Marsha’s Easy Cinnamon Rolls

cinnamon buns stacy-spensley-on-wikimedia

Photo by stacy-spensley-on-wikimedia

1 stick of butter, melted
¾ C. brown sugar
1 tsp. cinnamon
½ C. chopped nuts
1 bag frozen dinner rolls
¾ package butterscotch pudding (the kind you cook, not instant)

Mix together: melted butter, brown sugar, and cinnamon.

Use a well-greased angel-food or Bundt cake pan. Place nuts in the bottom of the pan and distribute frozen rolls around the pan. Sprinkle the pudding mix over the rolls. Pour the butter/brown sugar/cinnamon mixture over the rolls and cover the pan with a clean dishtowel. Let the pan sit on the counter overnight. Bake in preheated oven at 350 degrees for 30 minutes and carefully turn over onto a large plate.

Disclaimer: my children will always remember 1999 as the Christmas Mommy almost burned the house down. I made these buns for the first time in an angel-food pan and didn’t think to put the pan on a cookie sheet.

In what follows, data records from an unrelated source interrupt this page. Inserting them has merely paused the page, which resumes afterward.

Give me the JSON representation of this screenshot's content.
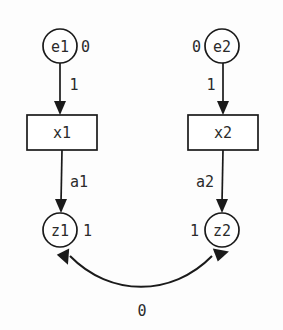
{
  "diagram": {
    "background_color": "#fdfdfd",
    "stroke_color": "#1a1a1a",
    "text_color": "#2b2b2b",
    "nodes": [
      {
        "id": "e1",
        "label": "e1",
        "shape": "circle",
        "cx": 60,
        "cy": 46,
        "r": 17,
        "annotation": "0",
        "annotation_side": "right"
      },
      {
        "id": "e2",
        "label": "e2",
        "shape": "circle",
        "cx": 222,
        "cy": 46,
        "r": 17,
        "annotation": "0",
        "annotation_side": "left"
      },
      {
        "id": "x1",
        "label": "x1",
        "shape": "rect",
        "cx": 62,
        "cy": 132,
        "w": 70,
        "h": 35,
        "annotation": "",
        "annotation_side": "none"
      },
      {
        "id": "x2",
        "label": "x2",
        "shape": "rect",
        "cx": 223,
        "cy": 132,
        "w": 70,
        "h": 35,
        "annotation": "",
        "annotation_side": "none"
      },
      {
        "id": "z1",
        "label": "z1",
        "shape": "circle",
        "cx": 60,
        "cy": 230,
        "r": 17,
        "annotation": "1",
        "annotation_side": "right"
      },
      {
        "id": "z2",
        "label": "z2",
        "shape": "circle",
        "cx": 222,
        "cy": 230,
        "r": 17,
        "annotation": "1",
        "annotation_side": "left"
      }
    ],
    "edges": [
      {
        "id": "e1-x1",
        "from": "e1",
        "to": "x1",
        "label": "1",
        "label_x": 74,
        "label_y": 85,
        "style": "straight",
        "direction": "down"
      },
      {
        "id": "e2-x2",
        "from": "e2",
        "to": "x2",
        "label": "1",
        "label_x": 211,
        "label_y": 85,
        "style": "straight",
        "direction": "down"
      },
      {
        "id": "x1-z1",
        "from": "x1",
        "to": "z1",
        "label": "a1",
        "label_x": 79,
        "label_y": 182,
        "style": "straight",
        "direction": "down"
      },
      {
        "id": "x2-z2",
        "from": "x2",
        "to": "z2",
        "label": "a2",
        "label_x": 205,
        "label_y": 182,
        "style": "straight",
        "direction": "down"
      },
      {
        "id": "z1-z2",
        "from": "z1",
        "to": "z2",
        "label": "0",
        "label_x": 142,
        "label_y": 311,
        "style": "curved",
        "direction": "both"
      }
    ]
  }
}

As it baked, the brown sugar coating leaked out of the bottom of the pan and dripped onto the oven floor. Reasoning that it would be bad to cook the Christmas turkey in a sugary oven, I started the self-cleaning feature of the oven. Within minutes, the sugar ignited, the house filled with smoke, and flames shot out of the oven! My husband saved the day by turning off the cleaning cycle, and scraping the burnt sugar out when the oven cooled. The moral of the story: Put the pan on a cookie sheet!

Christmas ballsThe other Christmas food tradition that my husband and I have is potato pancakes for dinner on December 23. They’re labor intensive, or I’d make them Christmas Eve. (Since we go to church Christmas Eve night, we eat take-out pizza for dinner.) Greg’s dad always made potato pancakes for Christmas Eve dinner, and Greg hated them. He described them as “gray,” and said they tasted horrible, which surprised me, because the only potato pancakes I ever had were delicious, made by Hanna, an au pair from Germany who worked for/lived with a family in our neighborhood. So I make them similar to the way Hanna did, from hand-grated potatoes with chopped onions and red and green peppers (to make them look Christmasy), fried crisp, served with applesauce. Greg loves them.

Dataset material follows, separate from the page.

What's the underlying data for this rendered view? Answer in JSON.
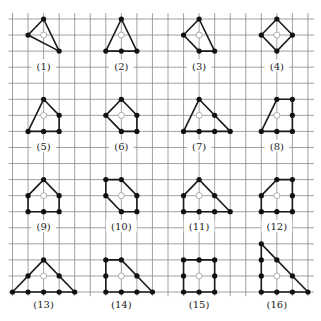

What about you? Is there a special family recipe that you always make for Christmas? Take the ARHtistic License Christmas Recipe Challenge—post the recipe on your blog, and share a link to your post in the comments below. Or if you don’t have a blog, just share a link to an online recipe or describe the food in the comments section. Then share on social media with the hashtag #ALCRC so others can find it. And, everybody who likes to try out new holiday recipes (or eat them), check back here frequently between now and New Year’s to see what others post. Happy eating! And happy holidays!